12. "separation sensitive" - if by some miracle, i could get brady to be content in my arms, he would immediately go into full blown panic mode with even the slightest change (walking on eggshells much?) occurring that might indicate that i was about to leave him in any way.  if my body tensed in a different way, he would sense that i was about to place him in his crib/carseat/swing/bouncer/someone else's arms and he also learned to recognize his bedroom and dark rooms in general to the point that if i had him quiet and content in my arms and i walked upstairs, he would start crying as i stepped over the threshold into his dark bedroom because he sensed that i was about to place him in his crib.  even now, he's really great playing independently, but does best when i'm either always in sight or never in sight.  if i have him playing in the great room and i'm putting laundry away or cleaning around the house or doing anything that requires me to go from room to room, frequently coming and going from his sight, he's going to freak out and fuss the whole time.  it's like every time i leave he thinks i'm never coming back.  DUDE!  I ALWAYS COME BACK!

so as difficult as a brady was as a baby, i am grateful it has made me so appreciative for the kid he is today.  he's got his fair share of fussiness but he smiles so so much and it is so easy to get tons of those real deep belly laughs out of him.  people always comment on what a happy baby he is and i typically just smile and say "he's come a long way."  i know people don't think twice about it when i say that, but for me, it's special.  he really has come such a long way.  as a mother of just abigail, i would have looked at my current self with pity like "your child nurses how often?!  and still doesn't sleep 12 hours at night?!  and needs a binky 24/7?!"  but my experience with brady makes me grateful that even though he still nurses frequently, it is enjoyable for both of us.  and even though he doesn't sleep 12 hours straight at night, he's only waking up once and often has an 8 or 9 hour stretch in there... getting over 12 hours total.  and even though he has a binky in his mouth more often than not... he is happy!  forget the secret combinations... binky = independent, happy baby.  it's straight forward and we love it.

i really love this kid.  he has taught me so much and really, he is the most gorgeous, laughy kid everrrrrr.  raising him is like continually unwrapping a present and he's only getting better with age.  i'm so excited for all the days we have ahead of us.

*i found this article through this blog post... which really could have been written by me, it soooo perfectly described my own experience.  like word for word. almost... there are some minor exceptions.

1 comment:

Beth said...

You are a saint. Way to go to make it this far! My first was a pretty needy baby (though it may have been coupled with me as a first-time parent...? But then again, I watch the home videos, and he is for SURE needier!).

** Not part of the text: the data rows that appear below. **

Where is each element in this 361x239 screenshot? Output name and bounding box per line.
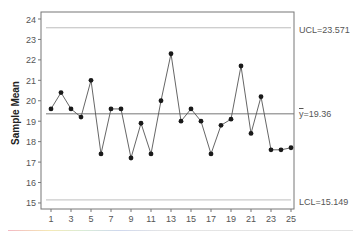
x-tick-label: 19 [226, 214, 236, 224]
x-tick-label: 13 [166, 214, 176, 224]
x-tick-label: 3 [68, 214, 73, 224]
y-tick-label: 23 [26, 35, 36, 45]
y-tick-label: 22 [26, 55, 36, 65]
ucl-label: UCL=23.571 [299, 25, 350, 35]
data-point [129, 156, 134, 161]
data-point [109, 107, 114, 112]
y-tick-label: 21 [26, 76, 36, 86]
y-tick-label: 16 [26, 178, 36, 188]
x-tick-label: 1 [48, 214, 53, 224]
plot-frame [41, 12, 294, 209]
x-tick-label: 15 [186, 214, 196, 224]
y-tick-label: 15 [26, 198, 36, 208]
data-point [79, 115, 84, 120]
data-point [149, 152, 154, 157]
x-tick-label: 17 [206, 214, 216, 224]
y-tick-label: 24 [26, 15, 36, 25]
data-series [49, 51, 294, 160]
data-point [99, 152, 104, 157]
data-point [59, 90, 64, 95]
x-tick-label: 11 [146, 214, 155, 224]
series-line [51, 54, 291, 158]
data-point [209, 152, 214, 157]
x-tick-label: 9 [128, 214, 133, 224]
x-tick-label: 23 [266, 214, 276, 224]
data-point [259, 94, 264, 99]
data-point [289, 145, 294, 150]
ybar-symbol: y [299, 109, 304, 119]
data-point [269, 147, 274, 152]
data-point [139, 121, 144, 126]
data-point [219, 123, 224, 128]
data-point [89, 78, 94, 83]
lcl-label: LCL=15.149 [299, 197, 348, 207]
data-point [189, 107, 194, 112]
x-tick-label: 5 [88, 214, 93, 224]
data-point [69, 107, 74, 112]
y-tick-label: 19 [26, 117, 36, 127]
y-axis-label: Sample Mean [10, 81, 21, 145]
y-tick-label: 18 [26, 137, 36, 147]
x-tick-label: 7 [108, 214, 113, 224]
center-value: =19.36 [304, 109, 332, 119]
data-point [239, 64, 244, 69]
data-point [169, 51, 174, 56]
data-point [49, 107, 54, 112]
x-tick-label: 21 [246, 214, 256, 224]
y-tick-label: 20 [26, 96, 36, 106]
data-point [199, 119, 204, 124]
data-point [249, 131, 254, 136]
decorative-rule [8, 230, 353, 231]
data-point [179, 119, 184, 124]
center-line-label: y=19.36 [299, 109, 331, 119]
data-point [229, 117, 234, 122]
y-tick-label: 17 [26, 158, 36, 168]
data-point [279, 147, 284, 152]
x-tick-label: 25 [286, 214, 296, 224]
data-point [119, 107, 124, 112]
data-point [159, 98, 164, 103]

Anyway, the good news is that he is now, in some ways, my easiest kid -- I never have to guess if something is bothering him, and he is so quick to get over things now.

I remember things getting SOOOO much easier when he could finally move on his own. People always say things like "oh no ... you don't want your baby mobile!" I was so glad for a mobile baby because I didn't have to carry him everywhere!

I'm glad he's getting easier! He is really a cute baby!!